BROCKTON – Alfred Russo, 75, who had already been arrested in late August on arson charges in the burning of the abandoned J.J’s Pub, 16 Liberty Street, in Hanson, has been indicted along with two new co-conspirators, Patricia Harrison, 59, and Wayne Cummings, 49, all of Buzzards Bay.
According to a statement by District Attorney Timothy Cruz, Russo was indicted on one count of burning of a dwelling and two counts of arson causing injuries to a firefighter. Harrison and Cummings were each indicted on one count of burning of a building.
The Plymouth County Grand Jury returned the indictments on Friday, Sept. 28.
The fire, which Hanson Fire Chief Jerome Thompson, III, said nearly reached four alarms, destroyed the commercial property — abandoned for approximately five-years — adjacent to the intersections of Liberty Street and East and West Washington Streets. Investigators deemed it to be an estimated $400,000 loss, according to court documents.
The fire sent two firefighters to area hospitals, Lieutenant Sherilyn Mullin as well as Timothy Royer, who both sustained heat-related injuries, and had to miss some work due to these injuries, stated court documents.
It took some time to extinguish, due to the full involvement of the structure, according to a previous statement from the district attorney, and many towns and the state responded or provided station coverage for Hanson during the incident, according to Thompson.
Harrison is the owner of the abandoned property and Cummings is Harrison’s longtime boyfriend. The indictments allege that the pair conspired, and assisted Russo, in the arson of the building.
In a police interview, the owner of the Hanson property, Harrison, said she and the defendant, Russo, a friend, were together at her home when she received a call from her real estate agent about the fire. Harrison’s boyfriend, Cummings, says he was out walking the dog when he received word of the fire from Harrison.
Yet both Harrison and Cummings identified Russo’s Jeep, in Hanson, when shown it in later interviews from cameras across from JJ’s Pub at times proximate to the fire, according to the State Police report.
Video surveillance from Dandel Construction Corporation was used to identify a party park a vehicle on the side of the building, enter through a door and remain inside for nearly eight minutes, according to the report. The party then exits, enters a vehicle and drives away. About six minutes after the party exits the structure, smoke is visible venting from the roof, it continues. Less than nine minutes later, fire is visible out of a side window.
When investigators went to meet Russo at his home in Bourne two weeks after the incident, police say he, “spontaneously stated that he was driving his Jeep in Hanson on the day of the fire.”
Russo, who was then taken for a voluntary interview at the Bourne Police Department, stated that he had been in Hanson on the day of the fire for a cookout at Cummings’ sister’s house, but didn’t end up attending because he didn’t feel well, according to the report.
He freely admitted to driving to the JJ’s Pub property, purportedly to move a generator, but said he never went inside, according to police.
In an interview with the Express, Russo blamed the fire on “spontaneous combustion,” and noted that his presence there was a “bad coincidence.”
The Hanson Fire Department’s official Twitter account tweeted: “Great Job by everyone involved from the investigators from the State Police and Hanson Police to the District Attormeys [sic] Office for getting these individual [sic] indicted.”
Fire Chief Thompson had previously been publicly critical of the Judge who originally arraigned Russo when he was first arrested.
The three will be arraigned at a later date in Brockton Superior Court.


_Exercise description_
Nothing but a number should be given: how many lines in the listing contain the word "Human".

***** The data *****

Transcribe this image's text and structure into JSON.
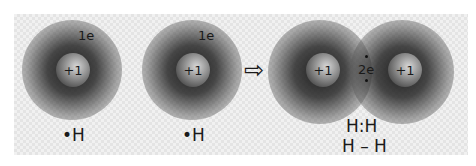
{
  "atoms": [
    {
      "nucleus": "+1",
      "electron": "1e",
      "label": "•H"
    },
    {
      "nucleus": "+1",
      "electron": "1e",
      "label": "•H"
    }
  ],
  "arrow": "⇨",
  "molecule": {
    "nuclei": [
      "+1",
      "+1"
    ],
    "shared_electrons": "2e",
    "lewis": "H:H",
    "structural": "H – H"
  }
}
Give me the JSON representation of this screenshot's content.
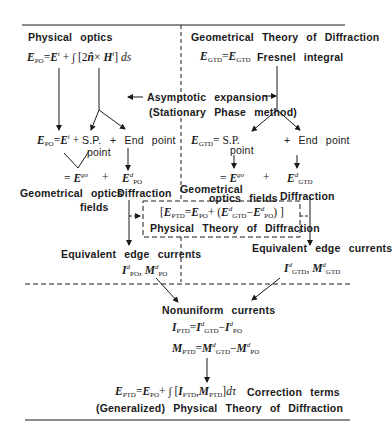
{
  "left_column": {
    "title": "Physical optics",
    "po_formula": "E_PO = E^i + ∫ [2n̂ × H^i] ds",
    "po_expansion": {
      "lhs": "E_PO = E^i +",
      "sp": "S.P.",
      "sp2": "point",
      "end": "+ End point"
    },
    "go_term": "= E^go",
    "plus": "+",
    "diff_term": "E^d_PO",
    "go_label": "Geometrical optics",
    "go_label2": "fields",
    "diff_label": "Diffraction",
    "eec_label": "Equivalent edge currents",
    "eec_values": "I^d_PO, M^d_PO"
  },
  "right_column": {
    "title": "Geometrical Theory of Diffraction",
    "gtd_formula": "E_GTD = E_GTD",
    "gtd_formula_note": "Fresnel integral",
    "gtd_expansion": {
      "lhs": "E_GTD = S.P.",
      "sp2": "point",
      "end": "+ End point"
    },
    "go_term": "= E^go",
    "plus": "+",
    "diff_term": "E^d_GTD",
    "go_label": "Geometrical",
    "go_label2": "optics fields",
    "diff_label": "Diffraction",
    "eec_label": "Equivalent edge currents",
    "eec_values": "I^d_GTD, M^d_GTD"
  },
  "center": {
    "asymptotic_label": "Asymptotic expansion",
    "asymptotic_sub": "(Stationary Phase method)",
    "ptd_box_formula": "[E_PTD = E_PO + (E^d_GTD − E^d_PO)]",
    "ptd_box_label": "Physical Theory of Diffraction"
  },
  "bottom": {
    "nonuniform_label": "Nonuniform currents",
    "i_ptd": "I_PTD = I^d_GTD − I^d_PO",
    "m_ptd": "M_PTD = M^d_GTD − M^d_PO",
    "final_formula": "E_PTD = E_PO + ∫ [I_PTD, M_PTD] dτ",
    "correction_label": "Correction terms",
    "final_label": "(Generalized) Physical Theory of Diffraction"
  },
  "colors": {
    "ink": "#1a1a1a",
    "background": "#ffffff"
  }
}
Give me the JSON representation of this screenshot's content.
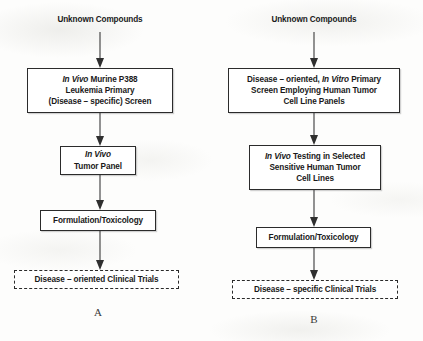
{
  "figure": {
    "type": "flowchart",
    "panels": [
      {
        "id": "A",
        "letter": "A",
        "entry_label": "Unknown Compounds",
        "steps": [
          {
            "name": "in-vivo-p388-screen",
            "lines": [
              [
                {
                  "t": "In Vivo",
                  "italic": true
                },
                {
                  "t": " Murine P388",
                  "italic": false
                }
              ],
              [
                {
                  "t": "Leukemia Primary",
                  "italic": false
                }
              ],
              [
                {
                  "t": "(Disease – specific) Screen",
                  "italic": false
                }
              ]
            ],
            "style": "solid"
          },
          {
            "name": "in-vivo-tumor-panel",
            "lines": [
              [
                {
                  "t": "In Vivo",
                  "italic": true
                }
              ],
              [
                {
                  "t": "Tumor Panel",
                  "italic": false
                }
              ]
            ],
            "style": "solid"
          },
          {
            "name": "formulation-toxicology",
            "lines": [
              [
                {
                  "t": "Formulation/Toxicology",
                  "italic": false
                }
              ]
            ],
            "style": "solid"
          },
          {
            "name": "disease-oriented-clinical-trials",
            "lines": [
              [
                {
                  "t": "Disease – oriented Clinical Trials",
                  "italic": false
                }
              ]
            ],
            "style": "dashed"
          }
        ]
      },
      {
        "id": "B",
        "letter": "B",
        "entry_label": "Unknown Compounds",
        "steps": [
          {
            "name": "in-vitro-primary-screen",
            "lines": [
              [
                {
                  "t": "Disease – oriented, ",
                  "italic": false
                },
                {
                  "t": "In Vitro",
                  "italic": true
                },
                {
                  "t": " Primary",
                  "italic": false
                }
              ],
              [
                {
                  "t": "Screen Employing Human Tumor",
                  "italic": false
                }
              ],
              [
                {
                  "t": "Cell Line Panels",
                  "italic": false
                }
              ]
            ],
            "style": "solid"
          },
          {
            "name": "in-vivo-testing-selected-cell-lines",
            "lines": [
              [
                {
                  "t": "In Vivo",
                  "italic": true
                },
                {
                  "t": " Testing in Selected",
                  "italic": false
                }
              ],
              [
                {
                  "t": "Sensitive Human Tumor",
                  "italic": false
                }
              ],
              [
                {
                  "t": "Cell Lines",
                  "italic": false
                }
              ]
            ],
            "style": "solid"
          },
          {
            "name": "formulation-toxicology",
            "lines": [
              [
                {
                  "t": "Formulation/Toxicology",
                  "italic": false
                }
              ]
            ],
            "style": "solid"
          },
          {
            "name": "disease-specific-clinical-trials",
            "lines": [
              [
                {
                  "t": "Disease – specific Clinical Trials",
                  "italic": false
                }
              ]
            ],
            "style": "dashed"
          }
        ]
      }
    ],
    "colors": {
      "stroke": "#2b2b2b",
      "arrow": "#2f2f2f",
      "text": "#1a1a1a",
      "background": "#fdfdfc"
    }
  }
}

*****

_Answer section_
2